Other portfolio highlights include his Postr Club work created with Spin, which was on show as part of the group exhibition at Twenty Twenty Two in Manchester around this time last year and
a brilliant little film publication which demonstrates a deft way with layout and using found imagery.
With echoes of Don McKellar's Last Night (
a brilliant little film if you've never seen it) blending with a Steve Carell comedy and American indie sensibilities, Seeking A Friend For The End Of The World promises two things: a road trip with Keira Knightley and a title that most cinemas will have trouble fitting on their marquees.
Not exact matches
Two
films came out this year that had
brilliant cinematography and very
little dialogue, the difference is mad max didn't put me to sleep and it had action scenes that pushed the story forward rather than happen in the background and force the audience to squint to even make out what's happening.

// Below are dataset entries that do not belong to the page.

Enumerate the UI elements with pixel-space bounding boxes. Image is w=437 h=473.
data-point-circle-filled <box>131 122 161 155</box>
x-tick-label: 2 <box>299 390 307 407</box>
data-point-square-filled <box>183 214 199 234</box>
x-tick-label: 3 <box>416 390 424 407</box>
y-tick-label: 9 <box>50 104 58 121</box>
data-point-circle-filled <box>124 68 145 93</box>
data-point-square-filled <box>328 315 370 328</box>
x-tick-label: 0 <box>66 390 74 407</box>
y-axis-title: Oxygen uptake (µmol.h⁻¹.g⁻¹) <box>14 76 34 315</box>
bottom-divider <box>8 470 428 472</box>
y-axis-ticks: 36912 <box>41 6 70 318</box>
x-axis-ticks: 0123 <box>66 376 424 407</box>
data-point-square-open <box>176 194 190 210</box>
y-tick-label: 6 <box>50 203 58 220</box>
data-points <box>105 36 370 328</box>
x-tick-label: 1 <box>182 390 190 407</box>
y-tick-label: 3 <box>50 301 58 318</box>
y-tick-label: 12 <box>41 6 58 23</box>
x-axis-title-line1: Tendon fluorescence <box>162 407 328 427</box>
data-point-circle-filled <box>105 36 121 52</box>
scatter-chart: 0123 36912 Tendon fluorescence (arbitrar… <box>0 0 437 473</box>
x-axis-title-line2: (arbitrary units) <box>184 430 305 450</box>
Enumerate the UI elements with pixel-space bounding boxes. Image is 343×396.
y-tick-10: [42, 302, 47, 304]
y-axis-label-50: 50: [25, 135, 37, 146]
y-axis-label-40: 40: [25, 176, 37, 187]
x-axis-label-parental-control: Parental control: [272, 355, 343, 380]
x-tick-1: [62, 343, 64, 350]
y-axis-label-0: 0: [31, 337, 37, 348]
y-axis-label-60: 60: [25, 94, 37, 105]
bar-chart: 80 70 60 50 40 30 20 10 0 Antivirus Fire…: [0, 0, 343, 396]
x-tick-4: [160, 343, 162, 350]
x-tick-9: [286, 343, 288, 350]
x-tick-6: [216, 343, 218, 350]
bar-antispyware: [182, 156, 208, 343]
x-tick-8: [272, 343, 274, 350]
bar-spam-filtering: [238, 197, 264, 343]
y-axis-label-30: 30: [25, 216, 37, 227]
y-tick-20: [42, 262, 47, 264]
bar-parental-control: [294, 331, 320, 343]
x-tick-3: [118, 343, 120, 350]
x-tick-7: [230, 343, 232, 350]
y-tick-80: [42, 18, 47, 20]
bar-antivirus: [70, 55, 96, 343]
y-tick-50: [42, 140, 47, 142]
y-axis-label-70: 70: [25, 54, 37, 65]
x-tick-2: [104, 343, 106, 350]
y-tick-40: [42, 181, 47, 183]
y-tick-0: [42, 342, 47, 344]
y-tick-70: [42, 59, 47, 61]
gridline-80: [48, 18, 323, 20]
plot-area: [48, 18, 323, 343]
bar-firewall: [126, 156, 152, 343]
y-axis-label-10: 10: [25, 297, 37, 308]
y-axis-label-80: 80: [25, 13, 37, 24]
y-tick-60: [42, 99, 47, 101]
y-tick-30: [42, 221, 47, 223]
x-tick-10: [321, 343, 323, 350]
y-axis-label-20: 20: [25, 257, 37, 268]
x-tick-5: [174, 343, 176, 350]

«The Lobster» (2015) It's a
little unfair to put a
film on this list that most will not yet have seen, but frankly there are not going to be many opportunities to talk up Yorgos Lanthimos «
brilliant «The Lobster» that we don't take.
Man in the Dark — Stephen Lang, who is absolutely
brilliant in the
film, talks a
little bit about his character and how he thinks of the Blind Man almost like an urban legend.

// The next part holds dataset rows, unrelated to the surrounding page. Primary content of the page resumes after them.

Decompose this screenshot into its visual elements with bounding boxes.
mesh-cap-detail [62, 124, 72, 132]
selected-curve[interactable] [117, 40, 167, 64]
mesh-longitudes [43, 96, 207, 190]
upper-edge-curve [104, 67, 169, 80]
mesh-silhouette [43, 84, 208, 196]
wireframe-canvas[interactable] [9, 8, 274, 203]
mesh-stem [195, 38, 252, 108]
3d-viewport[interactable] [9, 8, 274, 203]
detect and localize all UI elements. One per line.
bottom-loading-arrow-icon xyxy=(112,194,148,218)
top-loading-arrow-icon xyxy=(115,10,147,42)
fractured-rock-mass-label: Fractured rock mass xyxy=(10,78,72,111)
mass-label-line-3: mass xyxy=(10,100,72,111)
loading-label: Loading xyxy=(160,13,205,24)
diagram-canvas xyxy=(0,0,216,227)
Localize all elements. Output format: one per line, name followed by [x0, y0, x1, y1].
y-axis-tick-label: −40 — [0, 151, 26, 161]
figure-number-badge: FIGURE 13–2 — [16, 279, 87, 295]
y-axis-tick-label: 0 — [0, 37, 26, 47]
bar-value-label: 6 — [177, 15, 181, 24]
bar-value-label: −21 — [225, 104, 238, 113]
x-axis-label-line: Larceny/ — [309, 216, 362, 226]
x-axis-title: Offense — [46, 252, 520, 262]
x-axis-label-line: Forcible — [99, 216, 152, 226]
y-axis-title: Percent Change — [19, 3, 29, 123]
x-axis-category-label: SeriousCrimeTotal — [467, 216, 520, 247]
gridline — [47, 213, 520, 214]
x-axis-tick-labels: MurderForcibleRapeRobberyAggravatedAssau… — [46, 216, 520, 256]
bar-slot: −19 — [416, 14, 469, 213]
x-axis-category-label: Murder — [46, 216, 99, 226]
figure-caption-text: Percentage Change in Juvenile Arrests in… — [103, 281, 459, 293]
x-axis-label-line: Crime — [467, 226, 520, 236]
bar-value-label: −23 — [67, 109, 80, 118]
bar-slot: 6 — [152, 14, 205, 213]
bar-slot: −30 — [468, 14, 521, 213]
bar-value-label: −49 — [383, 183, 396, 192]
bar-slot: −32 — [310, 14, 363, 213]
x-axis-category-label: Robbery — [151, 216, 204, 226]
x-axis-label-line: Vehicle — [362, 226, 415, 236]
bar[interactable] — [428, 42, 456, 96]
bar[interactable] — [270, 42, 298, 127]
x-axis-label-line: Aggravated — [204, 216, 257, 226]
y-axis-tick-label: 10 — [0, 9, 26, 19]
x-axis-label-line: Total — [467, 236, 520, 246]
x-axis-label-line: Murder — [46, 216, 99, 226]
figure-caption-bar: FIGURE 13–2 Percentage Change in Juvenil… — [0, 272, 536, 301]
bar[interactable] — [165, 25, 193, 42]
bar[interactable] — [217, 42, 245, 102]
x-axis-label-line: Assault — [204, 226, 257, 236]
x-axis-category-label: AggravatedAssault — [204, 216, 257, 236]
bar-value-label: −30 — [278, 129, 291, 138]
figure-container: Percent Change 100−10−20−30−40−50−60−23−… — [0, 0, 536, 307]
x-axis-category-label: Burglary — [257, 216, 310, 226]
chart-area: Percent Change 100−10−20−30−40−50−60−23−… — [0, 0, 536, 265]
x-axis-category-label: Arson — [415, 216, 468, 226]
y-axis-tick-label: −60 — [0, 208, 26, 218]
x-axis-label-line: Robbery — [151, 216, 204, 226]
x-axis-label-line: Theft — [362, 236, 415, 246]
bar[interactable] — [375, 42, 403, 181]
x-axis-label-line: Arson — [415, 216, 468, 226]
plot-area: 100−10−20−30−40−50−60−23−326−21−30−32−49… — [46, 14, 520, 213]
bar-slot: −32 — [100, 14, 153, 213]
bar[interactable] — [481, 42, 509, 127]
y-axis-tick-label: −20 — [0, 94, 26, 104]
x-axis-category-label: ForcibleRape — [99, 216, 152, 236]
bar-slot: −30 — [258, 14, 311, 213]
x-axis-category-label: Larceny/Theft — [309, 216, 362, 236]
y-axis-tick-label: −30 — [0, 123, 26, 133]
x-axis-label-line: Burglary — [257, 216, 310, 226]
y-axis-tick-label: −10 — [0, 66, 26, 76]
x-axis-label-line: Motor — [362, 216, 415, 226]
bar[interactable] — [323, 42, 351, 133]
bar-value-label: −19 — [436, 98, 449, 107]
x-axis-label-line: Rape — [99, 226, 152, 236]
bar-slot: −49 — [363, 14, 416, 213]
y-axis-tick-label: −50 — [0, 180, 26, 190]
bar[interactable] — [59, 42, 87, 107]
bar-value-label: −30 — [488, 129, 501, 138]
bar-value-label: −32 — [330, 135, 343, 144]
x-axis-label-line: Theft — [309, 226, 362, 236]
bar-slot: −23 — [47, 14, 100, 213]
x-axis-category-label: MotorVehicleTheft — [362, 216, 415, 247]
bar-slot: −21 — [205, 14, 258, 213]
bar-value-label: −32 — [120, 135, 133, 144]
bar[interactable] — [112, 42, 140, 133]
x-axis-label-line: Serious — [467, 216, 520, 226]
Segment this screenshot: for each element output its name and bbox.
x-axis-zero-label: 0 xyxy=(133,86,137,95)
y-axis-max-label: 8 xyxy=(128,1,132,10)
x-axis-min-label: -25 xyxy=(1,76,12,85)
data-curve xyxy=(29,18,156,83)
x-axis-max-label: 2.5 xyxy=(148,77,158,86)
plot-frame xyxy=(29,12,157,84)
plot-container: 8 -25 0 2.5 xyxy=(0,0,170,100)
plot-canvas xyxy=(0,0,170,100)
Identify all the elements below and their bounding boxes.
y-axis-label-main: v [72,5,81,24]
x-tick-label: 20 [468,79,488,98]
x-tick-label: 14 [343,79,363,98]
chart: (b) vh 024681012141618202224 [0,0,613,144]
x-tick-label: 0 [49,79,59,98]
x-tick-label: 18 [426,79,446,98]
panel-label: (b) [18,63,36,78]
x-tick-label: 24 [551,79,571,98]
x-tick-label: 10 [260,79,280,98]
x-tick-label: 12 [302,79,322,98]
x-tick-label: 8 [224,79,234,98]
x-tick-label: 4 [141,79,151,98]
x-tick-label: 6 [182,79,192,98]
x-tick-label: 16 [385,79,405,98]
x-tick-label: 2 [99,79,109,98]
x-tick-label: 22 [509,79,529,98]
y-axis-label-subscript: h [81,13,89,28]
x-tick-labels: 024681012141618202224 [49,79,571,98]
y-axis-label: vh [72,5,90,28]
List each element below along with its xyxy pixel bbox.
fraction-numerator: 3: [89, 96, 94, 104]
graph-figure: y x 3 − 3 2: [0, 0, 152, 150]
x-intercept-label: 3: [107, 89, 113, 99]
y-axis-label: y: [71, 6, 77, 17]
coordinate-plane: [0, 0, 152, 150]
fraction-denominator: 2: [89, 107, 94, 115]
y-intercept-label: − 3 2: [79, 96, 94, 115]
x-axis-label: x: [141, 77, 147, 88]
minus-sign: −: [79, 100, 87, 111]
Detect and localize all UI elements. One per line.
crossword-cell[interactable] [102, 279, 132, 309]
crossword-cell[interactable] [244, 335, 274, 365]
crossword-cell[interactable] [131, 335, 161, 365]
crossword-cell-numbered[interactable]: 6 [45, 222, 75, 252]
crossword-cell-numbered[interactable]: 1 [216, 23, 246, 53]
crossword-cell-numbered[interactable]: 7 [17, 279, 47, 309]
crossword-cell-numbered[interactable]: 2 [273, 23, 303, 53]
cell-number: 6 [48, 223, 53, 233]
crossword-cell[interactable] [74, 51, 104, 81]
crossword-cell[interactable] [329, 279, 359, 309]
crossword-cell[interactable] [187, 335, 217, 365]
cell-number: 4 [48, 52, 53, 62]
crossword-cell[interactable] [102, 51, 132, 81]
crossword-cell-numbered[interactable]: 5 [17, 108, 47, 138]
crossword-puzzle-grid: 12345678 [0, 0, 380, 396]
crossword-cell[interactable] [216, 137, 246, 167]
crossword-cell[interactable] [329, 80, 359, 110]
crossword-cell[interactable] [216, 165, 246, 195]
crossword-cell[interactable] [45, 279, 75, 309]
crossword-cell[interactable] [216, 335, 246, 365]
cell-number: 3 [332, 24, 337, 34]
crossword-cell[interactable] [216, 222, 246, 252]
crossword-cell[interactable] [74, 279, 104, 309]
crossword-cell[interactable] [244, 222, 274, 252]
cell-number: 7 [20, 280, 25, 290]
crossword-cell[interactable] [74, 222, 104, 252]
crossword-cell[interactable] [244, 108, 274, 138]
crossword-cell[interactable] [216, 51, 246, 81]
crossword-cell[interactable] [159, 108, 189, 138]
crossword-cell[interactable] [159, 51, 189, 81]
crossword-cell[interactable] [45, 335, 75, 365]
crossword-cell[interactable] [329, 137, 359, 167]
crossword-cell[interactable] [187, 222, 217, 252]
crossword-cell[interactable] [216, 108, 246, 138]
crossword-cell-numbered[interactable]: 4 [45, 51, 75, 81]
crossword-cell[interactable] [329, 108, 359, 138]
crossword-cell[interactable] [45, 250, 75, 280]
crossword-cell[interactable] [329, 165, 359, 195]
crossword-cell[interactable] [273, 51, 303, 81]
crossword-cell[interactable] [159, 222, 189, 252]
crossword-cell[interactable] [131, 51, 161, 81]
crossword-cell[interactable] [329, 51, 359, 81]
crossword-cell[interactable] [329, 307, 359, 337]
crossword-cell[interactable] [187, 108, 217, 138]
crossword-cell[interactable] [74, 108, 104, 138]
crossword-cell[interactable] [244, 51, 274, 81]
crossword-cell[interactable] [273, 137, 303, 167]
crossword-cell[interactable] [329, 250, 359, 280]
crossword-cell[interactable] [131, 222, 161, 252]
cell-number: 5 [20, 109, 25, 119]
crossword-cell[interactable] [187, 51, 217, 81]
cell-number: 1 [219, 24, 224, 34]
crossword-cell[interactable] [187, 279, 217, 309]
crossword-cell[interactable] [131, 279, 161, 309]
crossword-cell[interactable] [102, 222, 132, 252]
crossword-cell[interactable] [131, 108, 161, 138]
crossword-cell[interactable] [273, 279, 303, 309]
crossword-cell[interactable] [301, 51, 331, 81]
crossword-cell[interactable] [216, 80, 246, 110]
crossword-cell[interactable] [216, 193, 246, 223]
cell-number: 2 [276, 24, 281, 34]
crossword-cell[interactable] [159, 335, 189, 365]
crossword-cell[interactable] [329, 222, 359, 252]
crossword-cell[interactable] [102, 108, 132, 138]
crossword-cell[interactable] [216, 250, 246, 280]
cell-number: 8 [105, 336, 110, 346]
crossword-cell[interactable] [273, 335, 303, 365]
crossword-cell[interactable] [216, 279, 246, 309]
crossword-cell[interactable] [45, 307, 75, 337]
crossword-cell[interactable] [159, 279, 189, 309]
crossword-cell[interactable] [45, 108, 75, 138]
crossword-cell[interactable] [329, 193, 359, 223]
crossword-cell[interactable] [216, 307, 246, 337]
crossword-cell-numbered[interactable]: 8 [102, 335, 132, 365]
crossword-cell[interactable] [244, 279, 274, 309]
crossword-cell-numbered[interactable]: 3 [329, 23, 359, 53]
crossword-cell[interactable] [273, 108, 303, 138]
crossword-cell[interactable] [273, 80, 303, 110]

When we meet him, he's having lunch with a
film executive who thinks he's
brilliant, but what we hear is Charlie's non-stop monologue wondering if he» s sweating too much, saying too
little, weighing too much, looking too bald and so forth.
It's a
little reactionary in a kind of «Forrest Gump» - y sort of way — the moral runs that it's better to be decent than
brilliant, happy than successful — but the
film is well - meaning and the performances from a stellar cast (Joe Mantegna, Ben Kingsley's accent, Laurence Fishburne, Joan Allen, Laura Linney, William H Macy all show up) mostly walk the right side of mawkishness.

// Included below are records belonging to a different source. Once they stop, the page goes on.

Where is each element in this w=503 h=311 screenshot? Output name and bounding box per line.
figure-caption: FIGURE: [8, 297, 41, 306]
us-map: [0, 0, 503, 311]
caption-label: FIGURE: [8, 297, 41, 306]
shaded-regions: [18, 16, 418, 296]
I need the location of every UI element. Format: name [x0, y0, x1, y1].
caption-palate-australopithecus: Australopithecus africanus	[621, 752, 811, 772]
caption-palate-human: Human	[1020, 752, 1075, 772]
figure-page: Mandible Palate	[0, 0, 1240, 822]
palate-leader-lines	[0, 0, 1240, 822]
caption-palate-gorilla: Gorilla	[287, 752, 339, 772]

It isn't perfect, but when it works, it's
brilliant, and a definite recommendation for viewers looking for something a
little more challenging than your typical adventure
film.
Accompanied by a
brilliant soundtrack and some hilarious
film in - jokes Lord of the Rings to Terminator gets a
little rimming, Wilderpeople barely misses a beat.
But those who have seen
films like Vincente Minnelli's biopic Lust for Life (1956), Robert Altman's Vincent & Theo (1990)-- specifically about the tortured relationship between the two brothers — and Maurice Pialat's Van Gogh (1991), which focuses on the painter's last days, will find
little here that adds to our understanding of this
brilliant, suffering artist beyond, perhaps, the revelation that there is even any mystery surrounding his death at all.
The middle story has a
brilliant introduction but the tension created therein is slightly dampened by the fact that it becomes the most overtly comic part of the
film, which for me was a
little disappointing, but in general these are compelling mini-arcs that successfully complement the wide whole.
Sure there was that
little remake called All the King's Men that should have been
brilliant, but as stated, Cannes wasn't scathing; I think the bad publicity might even help my perception of the
film, as I won't be expecting it to be the greatest thing of the year.
Terrence Malick direction in this movie was pure
brilliant, even when sometimes it dose get a
little pretentious with some of the imagery, but all that aside, this is a beautiful
film that's not going to be for everyone.
«Dream is destiny,» a
little girl tells the young Wiley Wiggins at the start of the new Waking Life, a
brilliant new animated
film from Richard Linklater (Slacker).
This is partly thanks to the
brilliant craft of cinematographer Caleb Deschanel, who worked closely with director Carroll Ballard so that they could tell a story largely in images, especially in the first half of the
film, which has
little dialogue.
Capturing the «buddy cop» genre has been attempted before and after this
brilliant little ditty (see Kevin Smith's COP OUT and Adam McKay's THE OTHER GUYS), but what makes HOT FUZZ such a contemporary classic is that it actually achieves it's own place alongside the
films it's in love with: POiNT BREAK and BAD BOYS 2.
Rodney Graham: A
Little Thought tracks the career of a
brilliant, idiosyncratic artist whose work spans a range of media including photography,
film, book works, installation and pop music.